What can you do world class, better than anyone else? Everyone has something. Our little church does Vacation Bible School (VBS) world class. We have an average attendance of 19 that includes two children. Yet we had 18 kids in VBS last year with a teenage dancer leading awesome music, in a multipurpose barn a half mile from the church, with a neighbor mom, home schooler, as a wonderful Bible teacher. To be world class, we didn’t just depend on our own resources, we used the community. And we had fun! Three years ago it rained. One of the mothers rounded up 10 plastic water bottles and tennis balls, and we did VBS bowling down the church aisle. The first one to 153 (the number of fish caught in John 24) won. And we had fun. (Two years later, Cokebury used the same game as one of its recreation programs.) Did I say 18 kids?

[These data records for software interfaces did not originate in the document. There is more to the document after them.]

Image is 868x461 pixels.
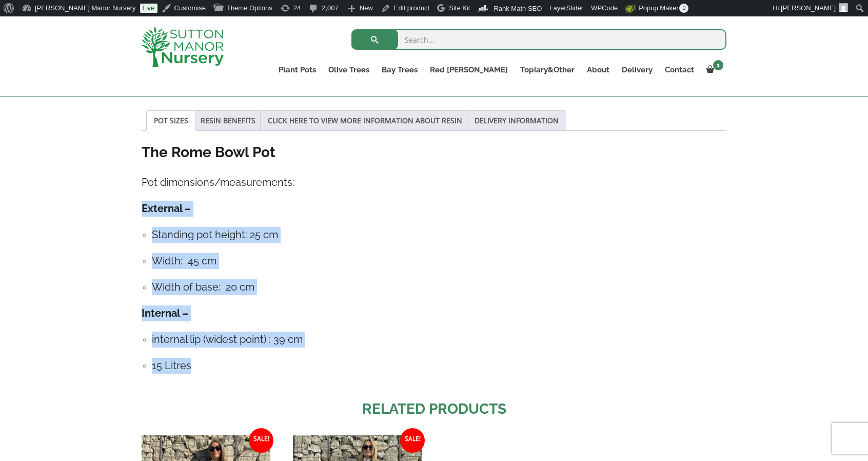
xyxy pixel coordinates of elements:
span: Sale! [249,428,273,453]
strong: The Rome Bowl Pot [142,144,276,161]
span: Sale! [400,428,425,453]
a: RESIN BENEFITS [201,111,256,130]
input: Search... [352,29,726,50]
h4: Width of base: 20 cm [152,280,726,296]
span: [PERSON_NAME] [781,4,836,12]
a: About [581,62,616,77]
span: Rank Math SEO [493,5,542,12]
a: POT SIZES [154,111,188,130]
a: 1 [700,62,726,77]
a: Red [PERSON_NAME] [424,62,514,77]
h2: Related products [142,399,726,420]
a: Plant Pots [273,62,322,77]
a: Delivery [616,62,659,77]
a: Bay Trees [375,62,424,77]
a: Live [140,4,158,13]
strong: External – [142,203,191,215]
img: logo [142,27,224,67]
span: 0 [679,4,688,13]
h4: internal lip (widest point) : 39 cm [152,331,726,347]
h4: Pot dimensions/measurements: [142,174,726,190]
span: Site Kit [449,4,470,12]
a: DELIVERY INFORMATION [474,111,559,130]
strong: Internal – [142,307,188,319]
h4: Width: 45 cm [152,253,726,269]
a: CLICK HERE TO VIEW MORE INFORMATION ABOUT RESIN [268,111,462,130]
h4: Standing pot height: 25 cm [152,227,726,243]
a: Olive Trees [322,62,375,77]
span: 1 [713,60,723,70]
a: Contact [659,62,700,77]
h4: 15 Litres [152,358,726,374]
a: Topiary&Other [514,62,581,77]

The intersection of what you are passionate about, what you can do world class, and what radically maximizes participation should be the fruitful ministries that are your focus. Then Collins says the best achieve success over and over again creating an accumulation of visible results that energize their companies (congregations). Momentum builds and bursts through resistance to change!

Success is best visible in PRAY-PLAN-DO-CHECK-ACT cycles. Rick Warren says, “[Practices] must be put into a sequential process [to] be acted on every day.” Bishop Schnase says, “Exemplary and repeated practices.. are the means congregations use to fulfill their missions with excellence and fruitfulness [changing lives in Jesus Christ].”

Create momentum by doing what you are passionate about, what you do best, what brings extravagance and radical participation and do it in an exemplary and repeated manner… Changing lives in Jesus Christ!

Bob’s Farrism: “Successful churches do what unsuccessful churches refuse to do.”